We departed from Aquino, then, glad to have been able to behold it. Returning to the main road to Capua, a short hour brought us to the foot of Monte Cairo, which we skirted, for was not Monte Cassino awaiting us? Were not the  p248 Roman amphitheatre, the friendly San Germano, the famous fortress of Janula, before us? But these present sheets are already too numerous, so this much must now suffice.

When I consider all that this short excursion has opened up to me, I may well feel astonished by the richness of this district, this Land of Italy. No other Land on the face of the earth is so permeated — so inspired — with the spirit of the past. Nature and history have both emptied their treasures over her — each epoch has left its developments visible on her soil. She is, indeed, the mother of all the Western lands, a Pandora in her gifts, which have been both good and evil. If Italy should ever arise from her ashes and take her place amongst those European nations which she has educated — partially, at all events — nations which have by turns conquered, plundered, and received their chief pleasures from her — she will only be enjoying what is due to her. Yes! this is a noble land, well deserving the love of the whole human race. Even in the midst of the chaos now existing — the dreadful mingling of truth and falsehood which prevails — we Germans cannot but give her our warmest sympathy, our best hope that she may attain to Liberty — and this is the land which we, too, have ourselves so often oppressed!


The Author's Note:

1 Mr. Hare, in his "Days near Rome," disposes of this idea, and states, as a fact now established, that St. Thomas was born at Aquino. (Translator's note.)

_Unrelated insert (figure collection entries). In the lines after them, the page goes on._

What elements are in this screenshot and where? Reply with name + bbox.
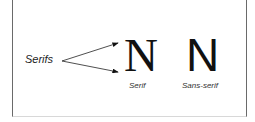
lower-arrow <box>62 61 118 72</box>
upper-arrow <box>62 43 118 61</box>
sans-serif-caption: Sans-serif <box>182 81 218 90</box>
serif-caption: Serif <box>129 81 145 90</box>
sans-serif-letter: N <box>186 32 219 79</box>
serif-letter: N <box>124 32 158 79</box>
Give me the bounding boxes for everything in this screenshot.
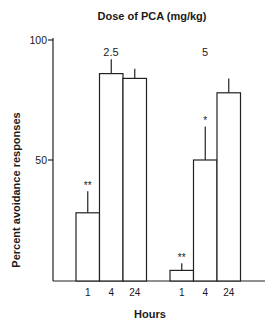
bar-chart: Dose of PCA (mg/kg) Percent avoidance re… (0, 0, 277, 330)
chart-title: Dose of PCA (mg/kg) (98, 10, 207, 22)
group-label: 5 (202, 46, 208, 58)
y-tick-label: 100 (29, 34, 47, 46)
x-tick-label: 24 (223, 287, 235, 298)
y-axis-label: Percent avoidance responses (10, 112, 22, 267)
x-tick-label: 24 (129, 287, 141, 298)
bar (170, 270, 194, 281)
bar (217, 93, 241, 281)
significance-marker: * (203, 115, 207, 126)
y-tick-label: 50 (35, 154, 47, 166)
bar (194, 160, 218, 281)
bars: 2.5**14245**1*424 (76, 46, 241, 298)
significance-marker: ** (84, 180, 92, 191)
x-tick-label: 1 (85, 287, 91, 298)
chart-figure: Dose of PCA (mg/kg) Percent avoidance re… (0, 0, 277, 330)
x-tick-label: 4 (108, 287, 114, 298)
group-label: 2.5 (103, 46, 118, 58)
significance-marker: ** (178, 252, 186, 263)
x-tick-label: 1 (179, 287, 185, 298)
bar (76, 213, 100, 281)
x-tick-label: 4 (202, 287, 208, 298)
bar (123, 78, 147, 281)
x-axis-label: Hours (134, 308, 166, 320)
bar (100, 74, 124, 281)
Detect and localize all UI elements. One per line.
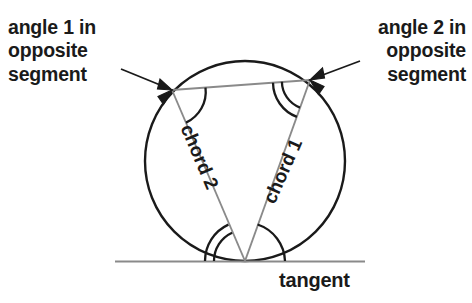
angle-2-vertex-arc-outer-icon	[273, 83, 297, 117]
tangent-left-arc-outer-icon	[205, 225, 228, 261]
leader-angle1-arrowhead-lower-icon	[158, 90, 172, 105]
tangent-label: tangent	[279, 268, 350, 292]
geometry-diagram: angle 1 in opposite segment angle 2 in o…	[0, 0, 472, 303]
angle-1-vertex-arc-icon	[186, 88, 206, 123]
leader-angle2-arrowhead-icon	[310, 68, 325, 80]
circle-shape	[145, 61, 345, 261]
angle-1-label: angle 1 in opposite segment	[8, 16, 96, 86]
angle-2-vertex-arc-inner-icon	[282, 82, 300, 108]
top-chord-line	[172, 80, 310, 90]
leader-angle1-arrowhead-icon	[158, 79, 173, 90]
angle-2-label: angle 2 in opposite segment	[378, 16, 466, 86]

Thayer's Note: The exact birthplace of Thomas Aquinas remains uncertain, despite Augustus Hare. A preponderance of opinions still favors the family castle, for which see the text and good photographs at Mondi Medievali.

Thayer's Notes:

a Good text and 14 nice photographs of the abbey on Roberto Piperno's site.

b The Gothic style, as is firmly attested, was born in France; Gregorovius' "die vaterländische Gotik" — "the Gothic of (my) fatherland" — is explained a few sentences further on.

c In this odd sentence, "little circuit" yields no sense — not to me at least — and doesn't correspond to anything in the German that I can see. The edition of Gregorovius online has:

Dann bogen wir vom Weg in ein Weingartenland ein und kamen gleich zur Grenze selbst, die durch einen einfachen Stein bezeichnet wird.

Then we wended our way in a land of vineyards and came straightway to the border, which is marked by a single plain stone.

d Compare the equally unpleasant experience of Leonidas Polk in 1831 (Baumer, Not All Warriors, p120 f.).

e A pamphlet, one of several, by French political writer Arthur de la Guéronnière who served as a mouthpiece for the Italian policy of Emperor Napoleon III.

f As noted, the printed text actually has Poli: but I find no trace of that cardinal (Fausto Poli, 1581‑1653: with fuller details of his career elsewhere onsite) ever having got in trouble with the Inquisition; I'm almost certain that Reginald Pole (1550‑1558) is meant, as indeed we read in Gregorovius' German text. All the other typos in this paragraph also seem to be due to the English typesetter, or at least the names are correctly given in the German text I linked in the margin.

g VI.9.14.

h October 4 was not the birthday of the new king Francis II (born January 16, 1836; acceded to the throne May 22, 1859), but only that of his wife, Marie Sophie of Bavaria (born October 4, 1841). October 4 is the feast of St. Francis, however, which is thus the king's name-saint day. The looseness is not due to translation, but is in Gregorovius' original text.

i Something seems to be wrong in the translation here, which my German is not quite good enough to fix; if your German is better, please drop me a line, of course. The Sebethus (in Italian: Sebeto), at any rate, is a small watercourse of Campania now completely channeled and buried in the sewer system of Naples. I suspect this sentence should read something like: "No pleasanter shore will you find on the Guadalquivir River, than by the Sebethus or the river Cyane", the sense being that the Saracens found rivers in Italy to be every bit as good as those in their long-occupied territories in Spain.